Skip to main content

Story: Sewing, knitting and textile crafts

Boy’s shorts lining made from a flour bag, 1930s

Image
Boy’s shorts lining made from a flour bag, 1930s

During the depression of the 1930s, people who couldn’t afford to buy new material made clothes and kitchen items like aprons and oven cloths out of sugar and flour bags and sacks. ‘Making do and mending’ was not a new practice but it was particularly widespread in this time of economic privation. This lining for a pair of boy’s shorts is made from a Crown Milling Company cotton flour bag. The material was soft and prevented the legs and buttocks from being chafed by the coarse wool of the shorts. 

Using this item

Owaka Museum

Reference: CT81.1561k

This item has been provided for private study purposes (such as school projects, family and local history research) and any published reproduction (print or electronic) may infringe copyright law. It is the responsibility of the user of any material to obtain clearance from the copyright holder.

All images & media in this story

How to cite this page

Kerryn Pollock, Sewing, knitting and textile crafts – Home sewing, Te Ara – the Encyclopedia of New Zealand, https://teara.govt.nz/en/object/40527/boys-shorts-lining-made-from-a-flour-bag-1930s (accessed 4 June 2026).

Story by Kerryn Pollock, published 12 December 2012.

Comments

Anthony Dreaver
05 August 2013
Flour bag shorts lining would certainly have been from the 1930s but certainly didn't stop there. My mother provided the same service for my school shorts through the 1940s, probably until about 1951. Rationing continued, even senior teachers like my father were grossly underpaid, cheapish Jockeys were an innovation and people were just inured to make-do-and-mend as a way of living. Went with darned socks, dripping toast, home bottling, feeding the chooks and stoking the copper with the week's newspapers.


■ YOUR TASK
All records after this line are to be returned verbatim.

■ RECORDS PROVIDED
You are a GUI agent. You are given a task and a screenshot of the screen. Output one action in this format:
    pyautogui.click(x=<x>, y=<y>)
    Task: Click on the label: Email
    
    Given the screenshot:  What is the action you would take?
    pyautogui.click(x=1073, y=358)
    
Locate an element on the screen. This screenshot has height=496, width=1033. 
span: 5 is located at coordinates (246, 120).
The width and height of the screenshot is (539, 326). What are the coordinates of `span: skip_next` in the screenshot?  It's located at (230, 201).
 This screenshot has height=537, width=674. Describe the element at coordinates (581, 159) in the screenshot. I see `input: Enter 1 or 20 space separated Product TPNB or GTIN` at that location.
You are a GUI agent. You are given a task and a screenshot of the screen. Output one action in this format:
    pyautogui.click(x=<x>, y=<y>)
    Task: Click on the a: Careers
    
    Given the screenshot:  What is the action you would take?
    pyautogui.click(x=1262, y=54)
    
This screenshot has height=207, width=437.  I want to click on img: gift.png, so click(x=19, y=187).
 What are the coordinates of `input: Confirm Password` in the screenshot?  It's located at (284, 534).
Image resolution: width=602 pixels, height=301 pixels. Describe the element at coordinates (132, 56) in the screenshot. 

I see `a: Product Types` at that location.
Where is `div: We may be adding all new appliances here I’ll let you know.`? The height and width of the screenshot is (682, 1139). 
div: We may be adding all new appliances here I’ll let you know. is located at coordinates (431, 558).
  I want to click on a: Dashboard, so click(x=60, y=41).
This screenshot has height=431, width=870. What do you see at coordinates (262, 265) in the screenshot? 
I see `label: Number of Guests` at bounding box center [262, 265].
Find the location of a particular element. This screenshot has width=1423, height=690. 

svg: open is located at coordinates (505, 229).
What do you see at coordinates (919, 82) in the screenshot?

■ REPLY
You are a GUI agent. You are given a task and a screenshot of the screen. Output one action in this format:
    pyautogui.click(x=<x>, y=<y>)
    Task: Click on the label: Email
    
    Given the screenshot:  What is the action you would take?
    pyautogui.click(x=1073, y=358)
    
Locate an element on the screen. This screenshot has height=496, width=1033. 
span: 5 is located at coordinates (246, 120).
The width and height of the screenshot is (539, 326). What are the coordinates of `span: skip_next` in the screenshot?  It's located at (230, 201).
 This screenshot has height=537, width=674. Describe the element at coordinates (581, 159) in the screenshot. I see `input: Enter 1 or 20 space separated Product TPNB or GTIN` at that location.
You are a GUI agent. You are given a task and a screenshot of the screen. Output one action in this format:
    pyautogui.click(x=<x>, y=<y>)
    Task: Click on the a: Careers
    
    Given the screenshot:  What is the action you would take?
    pyautogui.click(x=1262, y=54)
    
This screenshot has height=207, width=437.  I want to click on img: gift.png, so click(x=19, y=187).
 What are the coordinates of `input: Confirm Password` in the screenshot?  It's located at (284, 534).
Image resolution: width=602 pixels, height=301 pixels. Describe the element at coordinates (132, 56) in the screenshot. 

I see `a: Product Types` at that location.
Where is `div: We may be adding all new appliances here I’ll let you know.`? The height and width of the screenshot is (682, 1139). 
div: We may be adding all new appliances here I’ll let you know. is located at coordinates (431, 558).
  I want to click on a: Dashboard, so click(x=60, y=41).
This screenshot has height=431, width=870. What do you see at coordinates (262, 265) in the screenshot? 
I see `label: Number of Guests` at bounding box center [262, 265].
Find the location of a particular element. This screenshot has width=1423, height=690. 

svg: open is located at coordinates (505, 229).
What do you see at coordinates (919, 82) in the screenshot?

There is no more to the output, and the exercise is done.